Having a younger brother who steals your every girlfriend isn't fun. it started off as a joke, something the family laughed about at the dinner table—“Oh, he’s just charming, don’t take it personally!”—but after the third or fourth time, I stopped laughing. My brother, the golden boy. The one who didn’t even have to try. It wasn't even about looks, I was handsome, I knew it—confident in my skin, the kind of man who could walk into a room and hold his own. But with him, it was different. He didn’t just walk in, he took over. People seemed to orbit him without realizing it, pulled in by some gravity he never asked for but always had. Girls I thought I had real connections with—ones I’d spent weeks, even months, getting to know—would suddenly drift away, always with the same guilty smile, the same excuse. “It’s not you, you’re amazing… it’s just… your brother.”
At first, I tried to laugh it off, tell myself it was just bad luck, coincidence, timing. But then I started noticing the patterns. The way he’d linger a little too long in conversations that weren’t meant for him. The way his hand would graze an arm, the way his smile seemed to promise something more. He didn’t even do it maliciously—or at least, that’s what everyone said. “That’s just who he is. He can’t help it.” But tell me, what kind of person can’t help breaking hearts and shattering trust without so much as an apology?
Family dinners became unbearable. Jokes at my expense, little winks passed across the table as if my humiliation was some kind of shared entertainment. My parents never called him out, never once told him to stop. They were proud of him—his charm, his effortless way of making people love him. And me? I became the punchline. The brother who tried, and lost. Again and again.
After a while, I stopped bringing anyone home. Stopped introducing him to girls I cared about. It wasn’t worth the risk. But even then, he’d find a way. Social media, chance meetings, “accidental” run-ins that didn’t feel so accidental anymore. And every time I’d see him with someone who once looked at me like I mattered, something in me hardened.
Until I met her.
It wasn’t the kind of meeting that sets fireworks off in your head, no grand cinematic moment. Just a quiet encounter at a friend’s party, late in the evening when the music had dulled to background noise and most people were already half-asleep or half-drunk. She was sitting alone on the porch, legs pulled up to her chest, sipping something from a chipped glass. I almost didn’t approach her—I’d grown cautious, tired of starting something that would eventually be taken from me. But there was something about the way she didn’t seem to need anyone around her. She wasn’t looking to be noticed, and that was rare.
We talked. Not the usual kind of talk where you feel like you’re auditioning, trying to impress, performing your best lines in hopes of getting a smile. With her, the conversation was unguarded. She asked me questions no one else ever bothered to ask—about what I wanted, not what I had. About who I thought I was, not who I was supposed to be. And for the first time in years, I felt seen.
Of course, I didn’t tell my brother about her. I didn’t even mention her name at home. It felt like holding onto a secret piece of sunlight, something that belonged to me alone. I guarded it, nurtured it, terrified that if I let even a sliver slip through, he’d find his way in.
But secrets have a way of unraveling.
It started small—her name dropping into conversation when I wasn’t paying attention, a mutual friend posting a photo where she stood at my side, her laugh caught mid-frame. And then the text from my brother, Levi: “Who’s this?” Simple. Innocent on the surface. But I knew better.
This time, though, something in me shifted. I wasn’t going to lose her.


## Problem
Please read the records below and return each line holding the string "alpha".
_ _ _ _ _
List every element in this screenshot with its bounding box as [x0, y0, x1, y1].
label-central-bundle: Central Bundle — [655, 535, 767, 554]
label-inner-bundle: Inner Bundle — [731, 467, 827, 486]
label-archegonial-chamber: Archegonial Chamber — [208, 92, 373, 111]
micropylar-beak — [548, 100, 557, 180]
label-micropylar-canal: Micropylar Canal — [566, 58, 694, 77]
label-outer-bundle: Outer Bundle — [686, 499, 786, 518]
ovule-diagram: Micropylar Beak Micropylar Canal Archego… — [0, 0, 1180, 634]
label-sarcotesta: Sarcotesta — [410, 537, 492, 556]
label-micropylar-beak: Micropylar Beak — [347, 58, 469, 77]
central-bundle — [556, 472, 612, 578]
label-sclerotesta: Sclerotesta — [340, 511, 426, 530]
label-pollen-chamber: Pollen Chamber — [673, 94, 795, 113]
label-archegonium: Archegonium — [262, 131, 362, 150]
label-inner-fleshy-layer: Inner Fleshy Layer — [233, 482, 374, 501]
_ _ _ _ _
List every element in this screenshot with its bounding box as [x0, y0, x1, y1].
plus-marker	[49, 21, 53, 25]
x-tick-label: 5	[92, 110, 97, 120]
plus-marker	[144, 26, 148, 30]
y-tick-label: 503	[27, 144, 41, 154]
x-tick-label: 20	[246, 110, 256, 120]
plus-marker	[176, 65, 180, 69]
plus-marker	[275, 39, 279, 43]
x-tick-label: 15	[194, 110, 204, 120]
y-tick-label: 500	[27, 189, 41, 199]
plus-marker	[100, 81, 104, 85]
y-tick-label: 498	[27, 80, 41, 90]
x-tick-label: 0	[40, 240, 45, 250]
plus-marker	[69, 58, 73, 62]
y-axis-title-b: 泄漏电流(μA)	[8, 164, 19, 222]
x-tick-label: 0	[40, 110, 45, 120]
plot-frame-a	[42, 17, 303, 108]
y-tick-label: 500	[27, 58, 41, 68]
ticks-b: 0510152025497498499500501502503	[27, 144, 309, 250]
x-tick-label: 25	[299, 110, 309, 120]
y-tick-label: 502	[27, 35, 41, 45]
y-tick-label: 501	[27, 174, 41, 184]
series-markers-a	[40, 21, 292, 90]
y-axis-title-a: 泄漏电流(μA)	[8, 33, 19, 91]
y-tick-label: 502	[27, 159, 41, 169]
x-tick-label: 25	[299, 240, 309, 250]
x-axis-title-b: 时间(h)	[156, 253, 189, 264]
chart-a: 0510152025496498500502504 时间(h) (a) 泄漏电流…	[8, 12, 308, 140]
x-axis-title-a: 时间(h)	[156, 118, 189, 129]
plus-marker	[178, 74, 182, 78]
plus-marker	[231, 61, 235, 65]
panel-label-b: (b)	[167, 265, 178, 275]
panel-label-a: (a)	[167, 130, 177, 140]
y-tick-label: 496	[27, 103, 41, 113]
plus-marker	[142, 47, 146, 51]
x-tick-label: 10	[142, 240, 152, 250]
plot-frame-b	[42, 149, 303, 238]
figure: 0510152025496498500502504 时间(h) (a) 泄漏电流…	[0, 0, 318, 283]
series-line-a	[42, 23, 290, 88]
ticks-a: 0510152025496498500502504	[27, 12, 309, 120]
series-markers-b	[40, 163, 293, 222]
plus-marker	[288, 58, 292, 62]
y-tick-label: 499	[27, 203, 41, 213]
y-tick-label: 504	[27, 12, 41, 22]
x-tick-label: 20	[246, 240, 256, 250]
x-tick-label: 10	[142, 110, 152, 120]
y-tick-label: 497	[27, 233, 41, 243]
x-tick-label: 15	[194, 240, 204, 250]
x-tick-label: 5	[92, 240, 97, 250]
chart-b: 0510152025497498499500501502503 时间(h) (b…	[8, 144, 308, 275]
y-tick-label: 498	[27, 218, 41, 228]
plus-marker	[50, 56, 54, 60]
_ _ _ _ _
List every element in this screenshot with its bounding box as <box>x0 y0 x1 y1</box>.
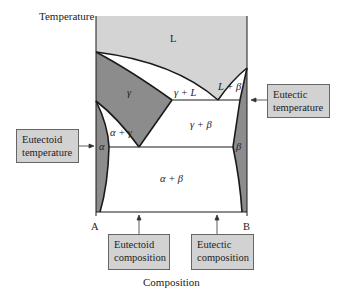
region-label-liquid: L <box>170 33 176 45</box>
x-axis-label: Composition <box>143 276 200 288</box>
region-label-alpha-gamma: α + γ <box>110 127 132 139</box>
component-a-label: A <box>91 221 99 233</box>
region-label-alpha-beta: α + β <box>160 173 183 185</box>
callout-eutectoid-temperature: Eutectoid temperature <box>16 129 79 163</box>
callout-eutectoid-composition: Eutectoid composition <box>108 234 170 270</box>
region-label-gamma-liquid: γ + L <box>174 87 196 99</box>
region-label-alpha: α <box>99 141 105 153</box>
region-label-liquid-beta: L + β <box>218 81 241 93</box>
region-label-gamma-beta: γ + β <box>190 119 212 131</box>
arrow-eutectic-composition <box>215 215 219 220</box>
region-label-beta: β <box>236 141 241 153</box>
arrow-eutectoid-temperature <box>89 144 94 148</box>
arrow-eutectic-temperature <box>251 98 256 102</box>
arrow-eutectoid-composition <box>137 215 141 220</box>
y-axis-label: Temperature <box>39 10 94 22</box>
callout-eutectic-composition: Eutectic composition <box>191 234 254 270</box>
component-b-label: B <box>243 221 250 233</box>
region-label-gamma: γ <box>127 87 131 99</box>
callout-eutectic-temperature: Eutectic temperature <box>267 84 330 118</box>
_ _ _ _ _
## Output
region-label-alpha-gamma: α + γ <box>110 127 132 139</box>
region-label-alpha-beta: α + β <box>160 173 183 185</box>
region-label-alpha: α <box>99 141 105 153</box>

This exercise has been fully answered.